Musings

In which she gets academic

Birdhouse wisteria

Gwen Robbins Schug, in The Long View of Climate Change and Human Health on the American Anthropology Association website, writes:

Broadly speaking, bioarchaeology demonstrates that there are no grand narratives in human history. Small-scale societies are often resilient in the face of environmental change; mobility, flexibility, and adaptive diversity are a largely successful strategy for avoiding negative consequences…. Complex societies, in contrast, are often much more rigid and they are built on social inequality. When these large-scale societies overshoot—undergo rapid population growth and practice unsustainable agricultural overproduction in the context of rapid climate and environmental changes—those who are resilient and who survive the short-term crisis may experience other forms of suffering….

Window weeds

I’m not clear about the implied link between rigidity and social inequality, although I do see how inequality can be destabilizing, especially in times of food stress…short-term or long-term…. I am not commenting on how much this is now in some places in the USA and many places in the world.

Wording

Tired bench

Bench for the tired. Or tired bench.

Legal limit

Legal limit. Boundary issue.

Rose is a rose

A rose is a rose….

Centered

White clover

I was thinking centered as in the California hippie-dippie meaning.

White rose

Because these pictures aren’t…centered.

Lily spotted pink

First: white clover. Second: clearly a rose, and I think a Cherokee rose. Third: lily.

Clematis dark

Clematis, clematis, clematis. Got it.

Perils of selfie-taking, no. 47

MooU selfie

For an unknown reason, I decided to take an exercise selfie with my handkerchief mask. I am NOT adept at selfie-taking. I tried several backgrounds and camera angles.

Birdsnest

I found a nice dark tree, then I realized I was hearing an angry or upset bird overhead. I looked around. Upset. I moved on…looks like landscaping straw is the principal nest ingredient.

Be happy

Several ways to read this…all positive.

Peachy

I am astounded by this peach. Not much size (like a golf ball plus), but look, it’s blushing.

Architectural still life

Built environment still life with plants.

I am bouyed

Hosta mix

I’m not the first to note this, but: these covid days can blur together #hometogether.

Red lilies

We watched a movie tonight as a palate cleanser: “Hopscotch” (1980) with Walter Matthau and Glenda Jackson, plus a young (as the phrase goes) Sam Waterston…and more. Plenty of laughs.

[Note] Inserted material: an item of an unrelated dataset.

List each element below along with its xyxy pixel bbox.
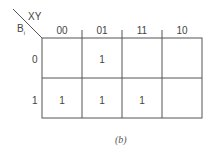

* Blurred together plants: big hosta leaves, small purple something-blooms, periwinkle leaves, tiny bit of some vine-weed…so four species here, I think.

Not covid infection

Blue white weed
I’ve been seeing tiny blooming weeds lately. Blue/white…something.
Yellow weed flower

Yellow…something.

Dying tree

Noticed these fungi on this heartwood, and thought, “un-oh.”

Tree top

Looked up, and, yup, it’s a dying tree. Sadly.

15 ft is the new 6 ft

Sidewalk tunnel

I traipsed around different streets again, still on foot from the house. This sidewalk tunnel is within five houses each way of at least two properties that would be put on the market at over a million bucks. Why this sidewalk is ignored is a mystery to me.

Mini park

Not far away, inside a mini-dead-end-loop, I found this teensy almost-park. With resident lichens that are five-star quality.

PI fence hedge

On the return leg, I found this over-vegetated fence, with a poisonous denizen…nasty amounts of PI with ordinary, non-toxic, vines.

BTW, fifteen feet is the social distancing gap recommended if a person is exercising or breathing hard—because those exhale-droplets are projected a far piece under those circumstances. FYI.

Precip reigns (haha)

Unk flowers

Rain this morning, and more coming.

Creek

The creek will rise.

DK rose

A rose is still a rose…

Rose fence

…even if it’s a big plant with lots of blooms.

New growth visual textures

Maple small

The title nails it (if I do say so myself). Decorative maple, with a few seed/helicopters (bright red).

Evergreen new growth

Evergreen showing new green (pushy, up-and-coming, feathery) and old green (tired, monotonous, inflexible).

Hedge new leaves

Hedge-trimmed something…with a few blossoms…rather a mixer.

Found objects

Peeking chipmunk

“Found objects” is a bit of a stretch, although it gets at what I’m thinking…. A chipmunk is not an object. You can quote me.

Painted rock

Artsy rock. Is this an Easter thing, to paint rocks and put them out instead of eggs?

Cement pond

Cement pond. The maroon color is from an Acer palmatum looming over the pond. Interesting light filter.

Orange metal paint

Another metallic paint study: burnt orange this time.